● Task requirements:
Wherever a picture appears in the listing below, leave it out and reproduce the rest exactly.
= Beginning of Section =
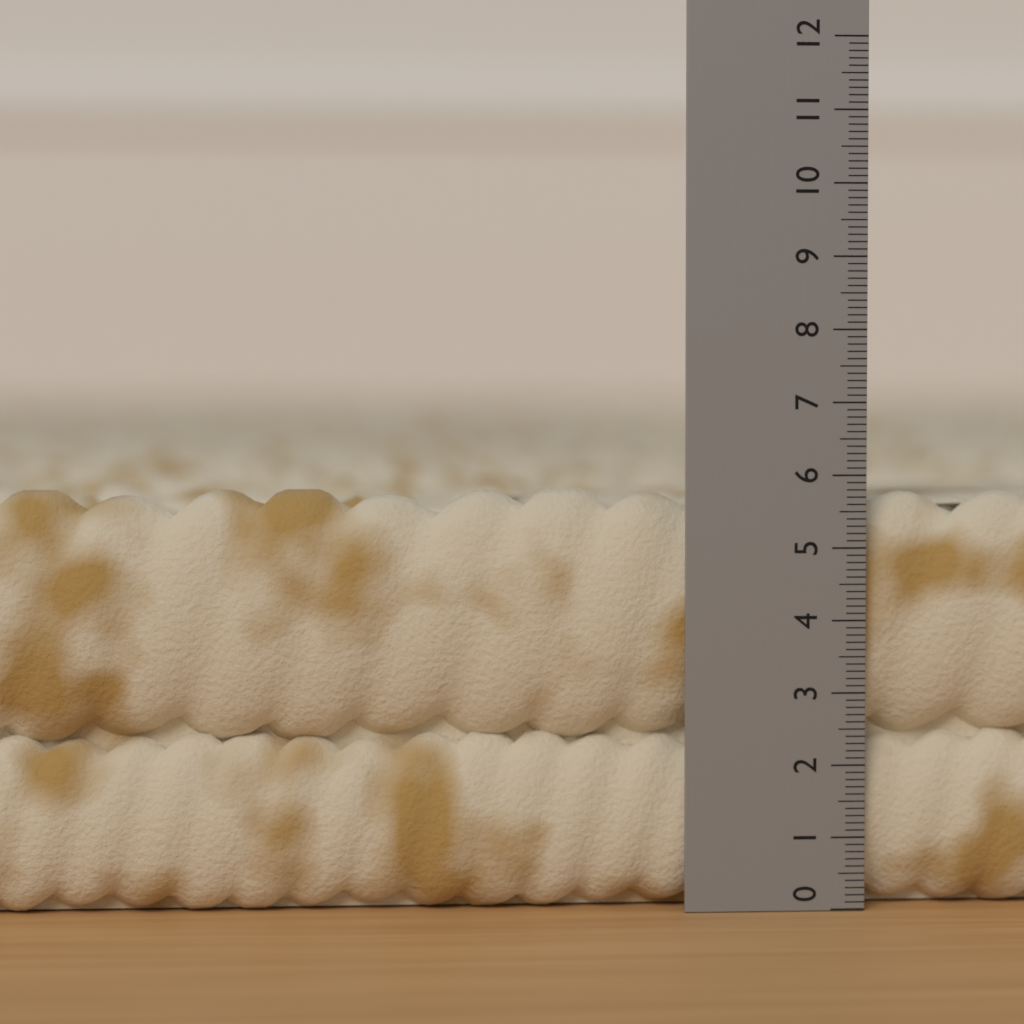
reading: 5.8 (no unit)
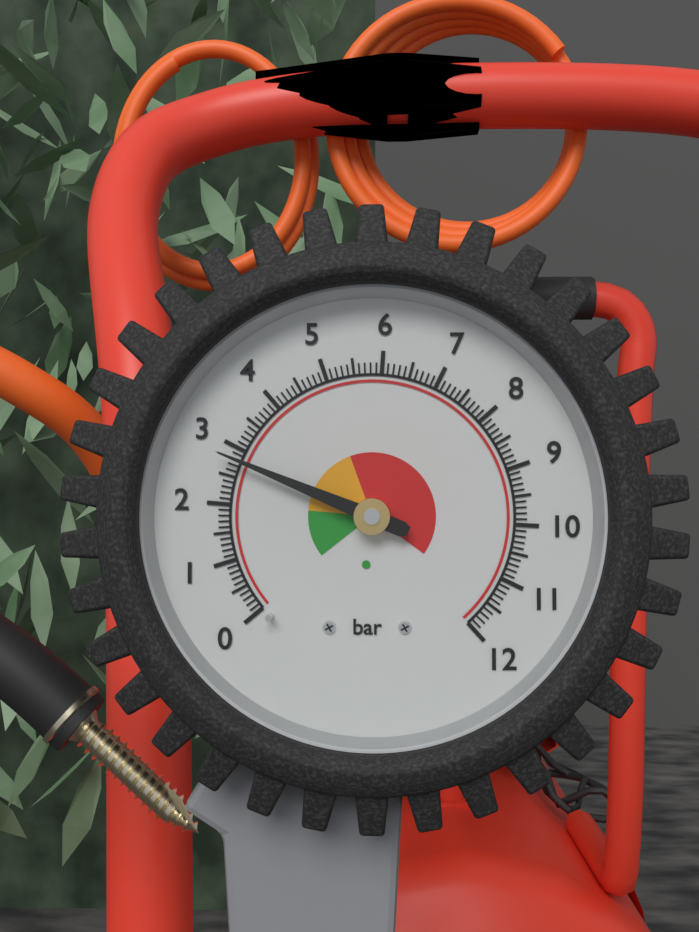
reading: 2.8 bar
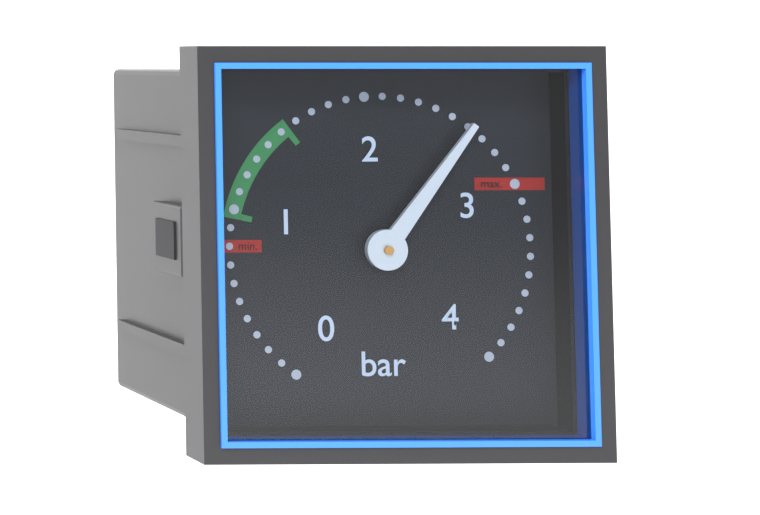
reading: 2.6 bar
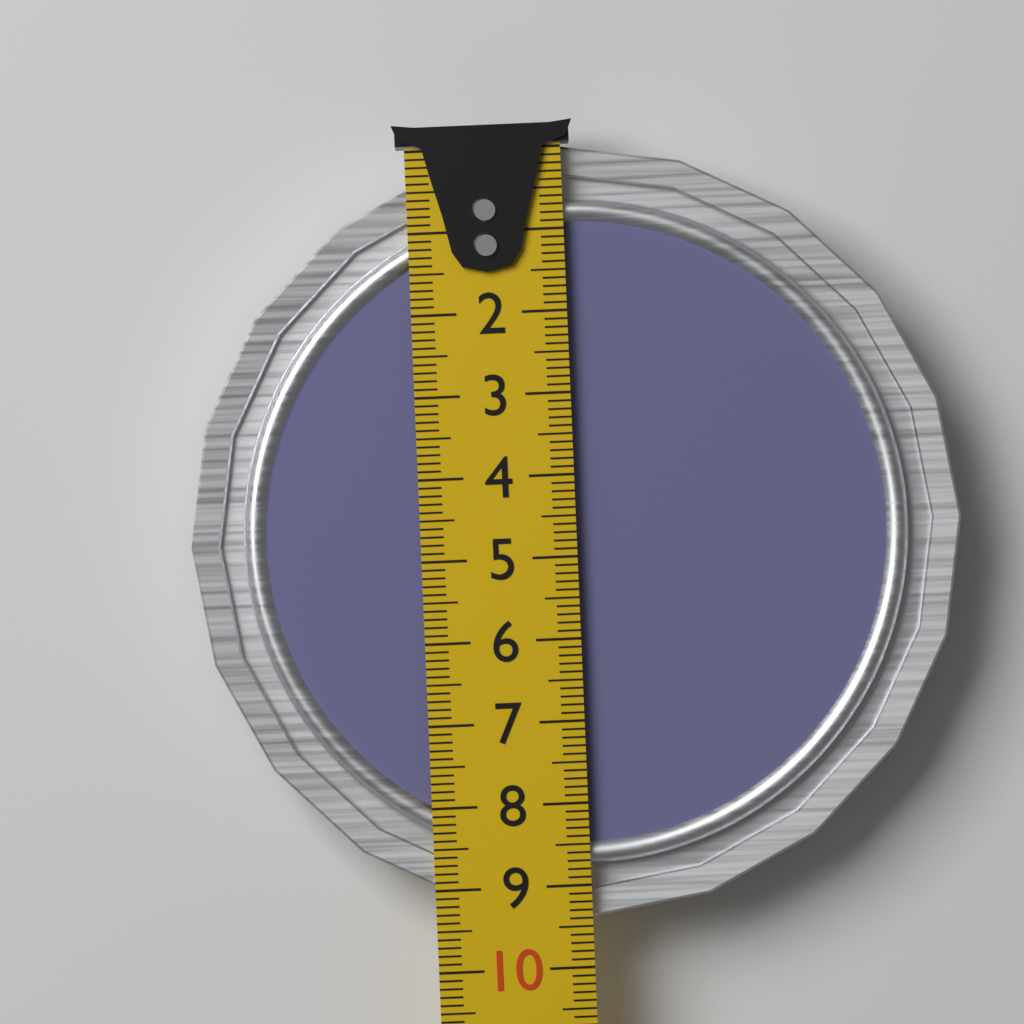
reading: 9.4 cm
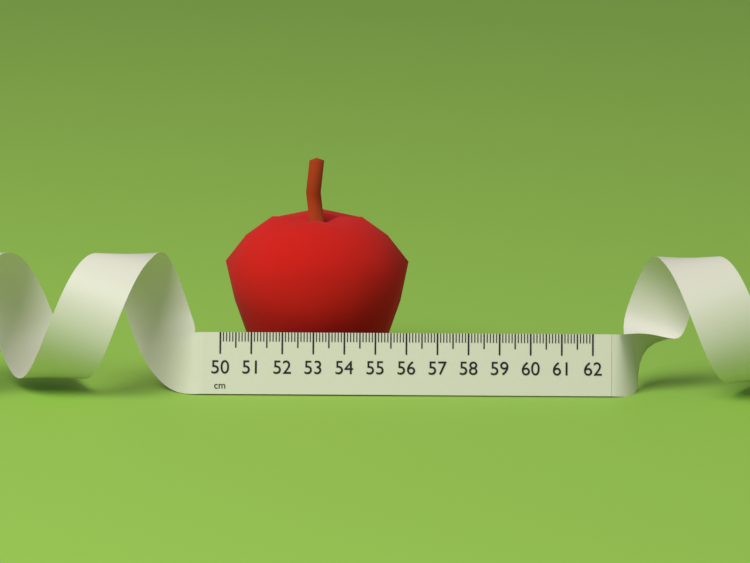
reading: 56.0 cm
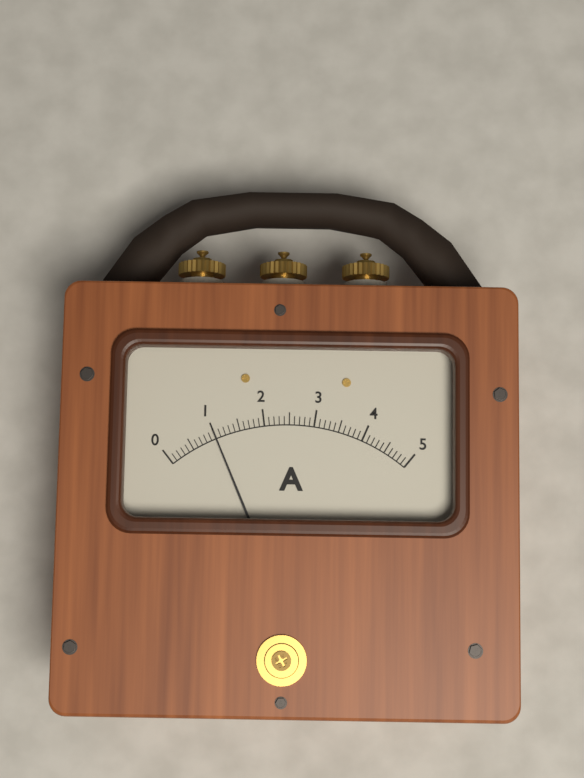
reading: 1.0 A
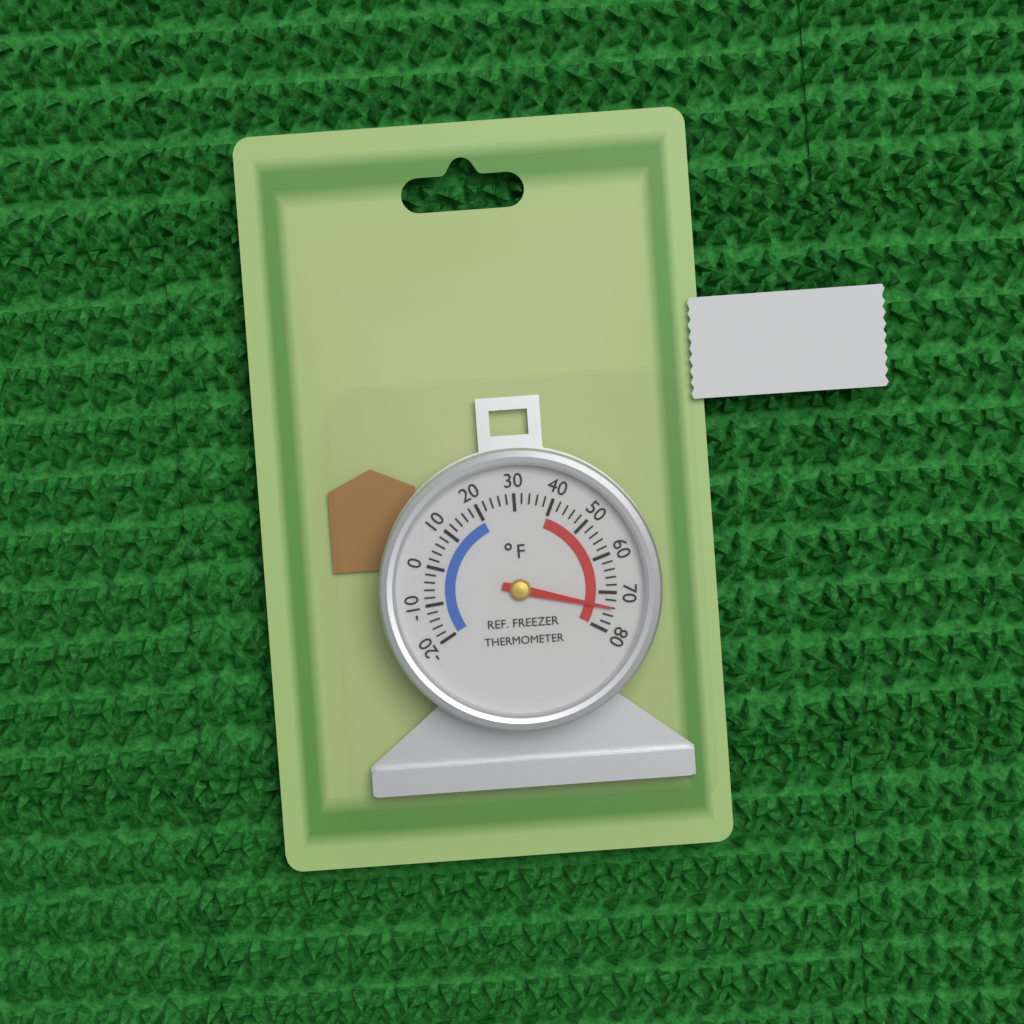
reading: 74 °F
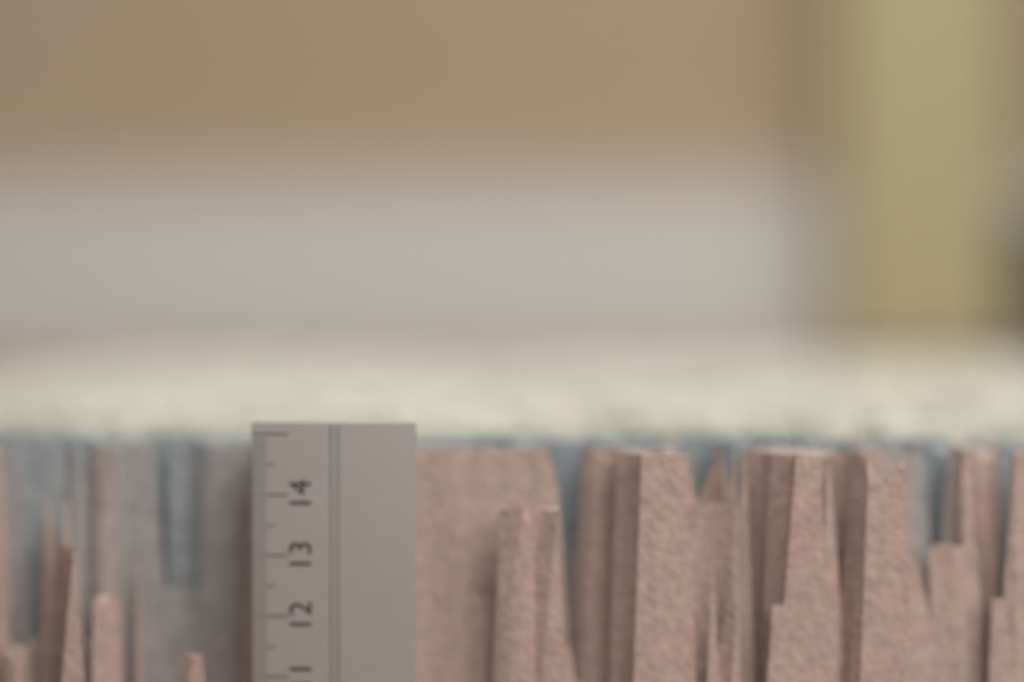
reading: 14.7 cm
= End of Section =
● Written response:
reading: 5.8 (no unit)
reading: 2.8 bar
reading: 2.6 bar
reading: 9.4 cm
reading: 56.0 cm
reading: 1.0 A
reading: 74 °F
reading: 14.7 cm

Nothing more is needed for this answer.